She standeth in the top of high places,
By the way in the places of the paths."
—Proverbs 8:1–2
Yesterday was clear
and warmer than we would expect this
time of year
on the lip of Blue Ridge.
Bull bellowed through the afternoon
and the Little Dipper
tipped a glimmer from beneath
the gauze of stratus curtain
blowing in.
By morning clouds had settled
and an odd mockingbird came quietly
to sip remnants of rain
from the cement planter
out beside the corncrib,
and all four of them—
cloud, bird, stained water, concrete box—
carried the same inference
of gray.
Although I waited all day
for the familiarity of winter
shadows dropping long, falling dark,
before they would finally recede,
nothing moved across the field
except the breeze,
nothing met me on the path
except westerly wind turning in
at dusk.
I know that night will show itself
this way along the high ridge
of Mt.
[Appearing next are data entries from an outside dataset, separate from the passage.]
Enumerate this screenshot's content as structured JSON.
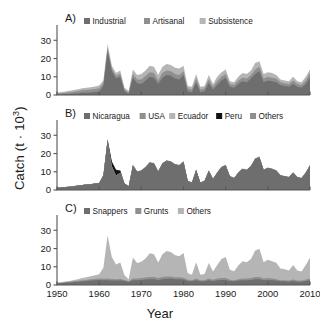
{
  "figure": {
    "axis_y_title": "Catch (t · 10",
    "axis_y_title_sup": "3",
    "axis_y_title_close": ")",
    "axis_x_title": "Year"
  },
  "colors": {
    "series_dark": "#6e6e6e",
    "series_mid": "#8f8f8f",
    "series_light": "#b5b5b5",
    "series_black": "#111111",
    "axis": "#555555",
    "background": "#ffffff",
    "text": "#1a1a1a"
  },
  "chart_data": [
    {
      "type": "area",
      "stacked": true,
      "panel": "A)",
      "title": "",
      "xlabel": "Year",
      "ylabel": "Catch (t · 10^3)",
      "xlim": [
        1950,
        2010
      ],
      "ylim": [
        0,
        34
      ],
      "xticks": [
        1950,
        1960,
        1970,
        1980,
        1990,
        2000,
        2010
      ],
      "yticks": [
        0,
        10,
        20,
        30
      ],
      "grid": false,
      "legend_position": "top",
      "legend": [
        "Industrial",
        "Artisanal",
        "Subsistence"
      ],
      "x": [
        1950,
        1951,
        1952,
        1953,
        1954,
        1955,
        1956,
        1957,
        1958,
        1959,
        1960,
        1961,
        1962,
        1963,
        1964,
        1965,
        1966,
        1967,
        1968,
        1969,
        1970,
        1971,
        1972,
        1973,
        1974,
        1975,
        1976,
        1977,
        1978,
        1979,
        1980,
        1981,
        1982,
        1983,
        1984,
        1985,
        1986,
        1987,
        1988,
        1989,
        1990,
        1991,
        1992,
        1993,
        1994,
        1995,
        1996,
        1997,
        1998,
        1999,
        2000,
        2001,
        2002,
        2003,
        2004,
        2005,
        2006,
        2007,
        2008,
        2009,
        2010
      ],
      "series": [
        {
          "name": "Industrial",
          "values": [
            0.3,
            0.4,
            0.5,
            0.6,
            0.8,
            1.0,
            1.2,
            1.3,
            1.4,
            1.6,
            1.8,
            5.0,
            24.0,
            13.0,
            9.0,
            10.0,
            2.0,
            0.6,
            9.5,
            6.5,
            6.0,
            8.0,
            10.0,
            9.5,
            6.0,
            9.5,
            11.0,
            10.5,
            9.0,
            8.5,
            11.0,
            2.0,
            1.5,
            7.0,
            1.5,
            2.0,
            6.5,
            3.0,
            5.5,
            8.0,
            9.5,
            4.5,
            4.0,
            6.0,
            7.5,
            7.0,
            9.0,
            11.5,
            13.0,
            7.0,
            8.0,
            7.5,
            7.0,
            5.5,
            5.0,
            4.5,
            6.0,
            4.5,
            4.0,
            6.0,
            9.5
          ]
        },
        {
          "name": "Artisanal",
          "values": [
            0.5,
            0.6,
            0.7,
            0.9,
            1.0,
            1.2,
            1.4,
            1.5,
            1.6,
            1.7,
            1.9,
            1.5,
            2.0,
            1.5,
            1.5,
            1.5,
            1.0,
            0.8,
            2.0,
            2.0,
            2.5,
            2.5,
            2.5,
            2.5,
            2.0,
            2.5,
            2.5,
            2.5,
            2.5,
            2.5,
            2.0,
            1.5,
            1.5,
            2.0,
            1.5,
            1.5,
            2.0,
            1.5,
            2.0,
            2.0,
            2.0,
            1.5,
            1.5,
            2.0,
            2.0,
            2.0,
            2.0,
            2.5,
            2.5,
            2.0,
            2.0,
            2.0,
            2.0,
            1.5,
            1.5,
            1.5,
            2.0,
            1.5,
            1.5,
            2.0,
            2.5
          ]
        },
        {
          "name": "Subsistence",
          "values": [
            0.5,
            0.6,
            0.7,
            0.8,
            0.9,
            1.0,
            1.1,
            1.2,
            1.3,
            1.4,
            1.5,
            1.5,
            2.0,
            1.5,
            1.5,
            2.0,
            1.0,
            0.8,
            2.5,
            2.5,
            3.0,
            3.0,
            3.5,
            3.5,
            3.0,
            3.5,
            3.5,
            3.5,
            3.5,
            3.5,
            3.0,
            1.5,
            1.5,
            2.5,
            1.5,
            1.5,
            2.5,
            1.5,
            2.5,
            2.5,
            2.5,
            1.5,
            1.5,
            2.0,
            2.5,
            2.5,
            2.5,
            3.5,
            3.0,
            2.5,
            2.5,
            2.5,
            2.0,
            1.5,
            1.5,
            1.5,
            2.0,
            1.5,
            1.5,
            2.0,
            2.0
          ]
        }
      ]
    },
    {
      "type": "area",
      "stacked": true,
      "panel": "B)",
      "title": "",
      "xlabel": "Year",
      "ylabel": "Catch (t · 10^3)",
      "xlim": [
        1950,
        2010
      ],
      "ylim": [
        0,
        34
      ],
      "xticks": [
        1950,
        1960,
        1970,
        1980,
        1990,
        2000,
        2010
      ],
      "yticks": [
        0,
        10,
        20,
        30
      ],
      "grid": false,
      "legend_position": "top",
      "legend": [
        "Nicaragua",
        "USA",
        "Ecuador",
        "Peru",
        "Others"
      ],
      "x": [
        1950,
        1951,
        1952,
        1953,
        1954,
        1955,
        1956,
        1957,
        1958,
        1959,
        1960,
        1961,
        1962,
        1963,
        1964,
        1965,
        1966,
        1967,
        1968,
        1969,
        1970,
        1971,
        1972,
        1973,
        1974,
        1975,
        1976,
        1977,
        1978,
        1979,
        1980,
        1981,
        1982,
        1983,
        1984,
        1985,
        1986,
        1987,
        1988,
        1989,
        1990,
        1991,
        1992,
        1993,
        1994,
        1995,
        1996,
        1997,
        1998,
        1999,
        2000,
        2001,
        2002,
        2003,
        2004,
        2005,
        2006,
        2007,
        2008,
        2009,
        2010
      ],
      "series": [
        {
          "name": "Nicaragua",
          "values": [
            1.2,
            1.4,
            1.6,
            1.8,
            2.1,
            2.4,
            2.7,
            3.0,
            3.2,
            3.5,
            3.8,
            8.0,
            27.0,
            13.0,
            8.0,
            9.5,
            3.5,
            2.0,
            13.5,
            10.0,
            10.5,
            12.5,
            15.0,
            14.5,
            10.0,
            14.5,
            16.0,
            15.5,
            14.0,
            13.5,
            15.5,
            5.0,
            4.0,
            11.0,
            4.0,
            5.0,
            10.5,
            6.0,
            9.5,
            12.5,
            13.5,
            7.5,
            6.5,
            9.5,
            11.5,
            11.0,
            13.0,
            17.0,
            18.0,
            11.0,
            12.0,
            11.5,
            10.5,
            8.0,
            7.5,
            7.0,
            9.5,
            7.0,
            6.5,
            9.5,
            13.5
          ]
        },
        {
          "name": "USA",
          "values": [
            0,
            0,
            0,
            0,
            0,
            0,
            0,
            0,
            0,
            0,
            0,
            0,
            0,
            0,
            0,
            0,
            0,
            0,
            0,
            0,
            0,
            0,
            0,
            0,
            0,
            0,
            0,
            0,
            0,
            0,
            0,
            0,
            0,
            0,
            0,
            0,
            0,
            0,
            0,
            0,
            0,
            0,
            0,
            0,
            0,
            0,
            0,
            0,
            0,
            0,
            0,
            0,
            0,
            0,
            0,
            0,
            0,
            0,
            0,
            0,
            0
          ]
        },
        {
          "name": "Ecuador",
          "values": [
            0,
            0,
            0,
            0,
            0,
            0,
            0,
            0,
            0,
            0,
            0,
            0,
            0,
            0,
            0,
            0,
            0,
            0,
            0,
            0,
            0,
            0,
            0,
            0,
            0,
            0,
            0,
            0,
            0,
            0,
            0,
            0,
            0,
            0,
            0,
            0,
            0,
            0,
            0,
            0,
            0,
            0,
            0,
            0,
            0,
            0,
            0,
            0,
            0,
            0,
            0,
            0,
            0,
            0,
            0,
            0,
            0,
            0,
            0,
            0,
            0
          ]
        },
        {
          "name": "Peru",
          "values": [
            0,
            0,
            0,
            0,
            0,
            0,
            0,
            0,
            0,
            0,
            0,
            0,
            0.5,
            2.5,
            3.0,
            1.0,
            0,
            0,
            0,
            0,
            0,
            0,
            0,
            0,
            0,
            0,
            0,
            0,
            0,
            0,
            0,
            0,
            0,
            0,
            0,
            0,
            0,
            0,
            0,
            0,
            0,
            0,
            0,
            0,
            0,
            0,
            0,
            0,
            0,
            0,
            0,
            0,
            0,
            0,
            0,
            0,
            0,
            0,
            0,
            0,
            0
          ]
        },
        {
          "name": "Others",
          "values": [
            0.1,
            0.1,
            0.1,
            0.1,
            0.1,
            0.1,
            0.1,
            0.1,
            0.1,
            0.1,
            0.1,
            0.2,
            0.5,
            0.3,
            0.3,
            0.3,
            0.2,
            0.1,
            0.3,
            0.3,
            0.3,
            0.3,
            0.3,
            0.3,
            0.3,
            0.3,
            0.3,
            0.3,
            0.3,
            0.3,
            0.3,
            0.2,
            0.2,
            0.3,
            0.2,
            0.2,
            0.3,
            0.2,
            0.3,
            0.3,
            0.3,
            0.2,
            0.2,
            0.3,
            0.3,
            0.3,
            0.3,
            0.4,
            0.4,
            0.3,
            0.3,
            0.3,
            0.3,
            0.2,
            0.2,
            0.2,
            0.3,
            0.2,
            0.2,
            0.3,
            0.4
          ]
        }
      ]
    },
    {
      "type": "area",
      "stacked": true,
      "panel": "C)",
      "title": "",
      "xlabel": "Year",
      "ylabel": "Catch (t · 10^3)",
      "xlim": [
        1950,
        2010
      ],
      "ylim": [
        0,
        34
      ],
      "xticks": [
        1950,
        1960,
        1970,
        1980,
        1990,
        2000,
        2010
      ],
      "yticks": [
        0,
        10,
        20,
        30
      ],
      "grid": false,
      "legend_position": "top",
      "legend": [
        "Snappers",
        "Grunts",
        "Others"
      ],
      "x": [
        1950,
        1951,
        1952,
        1953,
        1954,
        1955,
        1956,
        1957,
        1958,
        1959,
        1960,
        1961,
        1962,
        1963,
        1964,
        1965,
        1966,
        1967,
        1968,
        1969,
        1970,
        1971,
        1972,
        1973,
        1974,
        1975,
        1976,
        1977,
        1978,
        1979,
        1980,
        1981,
        1982,
        1983,
        1984,
        1985,
        1986,
        1987,
        1988,
        1989,
        1990,
        1991,
        1992,
        1993,
        1994,
        1995,
        1996,
        1997,
        1998,
        1999,
        2000,
        2001,
        2002,
        2003,
        2004,
        2005,
        2006,
        2007,
        2008,
        2009,
        2010
      ],
      "series": [
        {
          "name": "Snappers",
          "values": [
            0.9,
            1.0,
            1.2,
            1.4,
            1.6,
            1.8,
            2.0,
            2.2,
            2.4,
            2.6,
            2.8,
            2.6,
            2.6,
            2.4,
            2.4,
            2.4,
            2.2,
            1.6,
            2.6,
            2.6,
            2.8,
            3.0,
            3.2,
            3.2,
            2.8,
            3.2,
            3.4,
            3.4,
            3.2,
            3.2,
            3.0,
            2.2,
            2.0,
            2.6,
            2.0,
            2.0,
            2.6,
            2.2,
            2.6,
            2.8,
            2.8,
            2.2,
            2.0,
            2.4,
            2.6,
            2.6,
            2.8,
            3.2,
            3.2,
            2.6,
            2.8,
            2.6,
            2.4,
            2.0,
            2.0,
            1.8,
            2.2,
            1.8,
            1.8,
            2.2,
            2.6
          ]
        },
        {
          "name": "Grunts",
          "values": [
            0.3,
            0.3,
            0.4,
            0.4,
            0.5,
            0.5,
            0.6,
            0.6,
            0.7,
            0.7,
            0.8,
            0.8,
            1.0,
            0.9,
            0.8,
            0.9,
            0.6,
            0.5,
            1.0,
            0.9,
            1.0,
            1.1,
            1.2,
            1.2,
            1.0,
            1.2,
            1.2,
            1.2,
            1.1,
            1.1,
            1.0,
            0.7,
            0.6,
            0.9,
            0.6,
            0.6,
            0.9,
            0.7,
            0.9,
            1.0,
            1.0,
            0.7,
            0.6,
            0.8,
            0.9,
            0.9,
            1.0,
            1.2,
            1.2,
            0.9,
            1.0,
            0.9,
            0.8,
            0.6,
            0.6,
            0.6,
            0.8,
            0.6,
            0.6,
            0.8,
            0.9
          ]
        },
        {
          "name": "Others",
          "values": [
            0.1,
            0.2,
            0.3,
            0.4,
            0.6,
            0.9,
            1.2,
            1.5,
            1.7,
            2.0,
            2.3,
            6.0,
            23.5,
            12.0,
            8.0,
            9.0,
            2.5,
            1.0,
            11.5,
            8.5,
            9.0,
            10.5,
            13.0,
            12.5,
            8.5,
            12.5,
            14.0,
            13.5,
            12.0,
            11.5,
            13.5,
            3.5,
            3.0,
            9.0,
            3.0,
            3.5,
            8.5,
            4.5,
            7.5,
            10.5,
            11.5,
            5.5,
            5.0,
            7.5,
            9.5,
            9.0,
            10.5,
            14.5,
            15.5,
            9.0,
            10.0,
            9.5,
            9.0,
            6.5,
            6.0,
            5.5,
            8.0,
            5.5,
            5.0,
            8.0,
            11.5
          ]
        }
      ]
    }
  ]
}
San Angelo:
pillar of cloud will dissolve
into the gray solitude of cattle
sighing and that mysterious wisdom
we came here to know
will slip invisibly inside
silence’s fence.
Transfiguration
Spring moves up the ridge at the rate
of 100 feet per day in the Shenandoah.
Thus it is that, without asking,
spring moves up the ridge
another day’s full measure,
so cowslip carpets a high meadow
that yesterday lay a plain new green.
Redbuds that hailed the end of frosts
now pale beside the flowering quince
and blaze of samara seeds like blood
red wings adorn the supplicant limbs
of winter-weary sugar maple
and, without asking, pull my gaze
far from valley seam to move me
with this season’s rite procession
up distant hills where purple hurt
like Shenandoah’s haze recedes
into this broken night and through
ragged strips of gauzy clouds
the paschal wafer moon
washes the whole prospect
in ambient glow of its topaz light.
Evensong
This far north
it is still South Holston waters
clucking softly on the rocks
like a small coop of contented hens
at roosting time.
Deep in the circles of evening
all the leg-singing crickets
gather on the shore
to play new melodies
with their knees.
In these mountains
they say
you must always come alone
to dance a summer polka
to the Blue Ridge crickets’ song.
The Thrush of Morning
In this fourth month’s first day’s
new light, I walk the familiar path
that is still damp with early mists,
which seem forever reticent
to dissipate and let the morning in.
Just as they, I hesitate along the slope
at the place the gravel footpath forks
and listen a moment for the hidden thrush,
although I know it’s well ahead
of time for its migratory visit here;
in that pause I think of lonesome Keats—
who named another season for these fogs—
and of his nightingale, whose songs
he heard, though bird he could not see.
Disappointed that this dawn brings
no melody or hint of morning song to me,
I turn beneath my longing to discover
in the lifting haze the season’s recompense
left last night under a starless cover—
delicate green stoles of finely knotted buds
draped over grand Chinese elms’ low boughs
and young curly willows’ sloping shoulders,
new leaves waving hosannas in a secret breeze,
ushering in the promise of days more lush
than these, fuller hedges to hide the timid vireo
and pledge of dulcet notes more tuneful
than ever the ancient dancing flutists piped.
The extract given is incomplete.